When Emmett tired of the games on the phone and of the sculptural widgets, he didn’t know what to do with himself. He often let his thoughts take him far afield; he imagined sex with his decorator, or what Chef Brian might prepare for dinner that night, hoping it wasn’t halibut in parchment, because these days far too many things came in parchment, and unwrapping that virtuous little package was basically the opposite of being a child on Christmas morning.
Now he tried to remember the sequence of meetings about Ecuador that had ended in failure and then deceit. First Faith had come up with the idea of doing a special project that concerned sex trafficking there. Of course he wanted to please her, so he’d immediately turned it over to two associates. A contact in Quito had been secured and hired, and a two-pronged plan had been put in place. First there would be a rescue of one hundred girls who had been forced to work as prostitutes in Guayaquil. A local, fearless security team had been engaged for the job. And next, once the girls were rescued, they would be matched with older women who would serve as mentors and teach them a trade. Women learning from women, an admirable project.
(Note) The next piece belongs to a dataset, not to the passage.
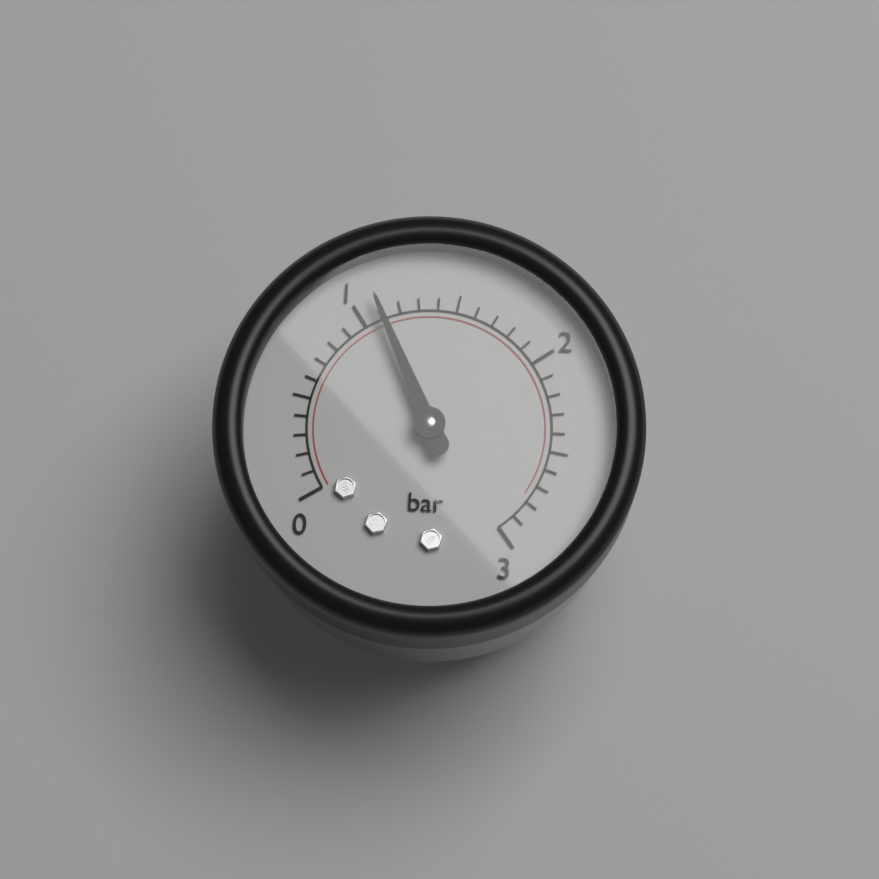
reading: 1.1 bar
“It’ll look great,” someone at ShraderCapital said. “We should be doing more things like this.”
It was all put in place and ready to go. But during a second or third meeting, when all the outstanding details were supposed to be worked out, Emmett was only half-listening. That was the meeting at which Doug Paulson, the COO, said he had something he needed to bring up. “I hate to insert this at the zero hour,” he said, “but when Brit and I took the kids to the Galápagos she met this woman, Trina Delgado, who organizes on behalf of charities in South America. Brit thinks she is the real deal. And when I told her about what we’ve bee
n doing in Ecuador, she suggested it would be great if we could bring Trina in.”
“What do you mean, bring her in?” asked Monica Vendler, the lone woman at this high level at ShraderCapital.
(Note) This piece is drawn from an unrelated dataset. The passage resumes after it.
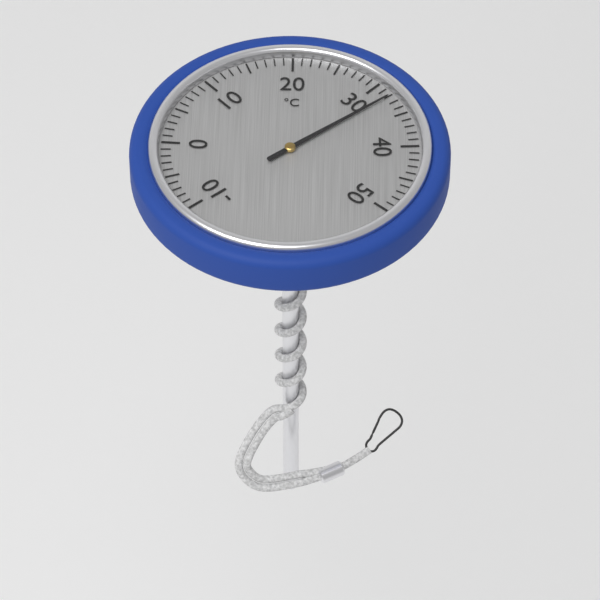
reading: 32 °C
“Well, I’m wondering if it’s too late to sideline the person Faith hired. It would mean a lot to my wife to be able to work with Trina.”
“If you think she’s good,” said Greg Stupack.
“I don’t know about this,” Monica said.
“Brit really likes this woman,” Doug repeated. “I thought helping other women was a central part of Loci’s mission.”
So the first woman had been swapped out for the second one, and everything proceeded. But when the rescue mission was days away, a meeting was suddenly called. Doug Paulson, slightly red-faced now, haltingly explained that Trina Delgado, to whom they had already paid an exorbitant and nonrefundable fee, turned out not to have been good with “follow-through.” The story quickly tumbled out of him. “She acts like she’s doing everything she can, but I think she’s a fucking grifter,” he finally said. “Brit feels horrible, and so do I.” Trina had never hired mentors, but had taken ShraderCapital’s money. Nothing was in place, absolutely nothing.
“Why am I not surprised?” asked Monica acidly. “So if we don’t have mentors, are we still going ahead with the rescue?”
“It’s a good outfit,” said Greg. “Highly rated. Plus, we prepaid.”
“What were they supposed to teach these girls, anyway?” asked Kim Russo, the COO’s pretty, blond, broad-shouldered young assistant.
“All kinds of things,” said one of the other assistants. “English. Computer skills. Also, a trade. Knitting. Weaving.”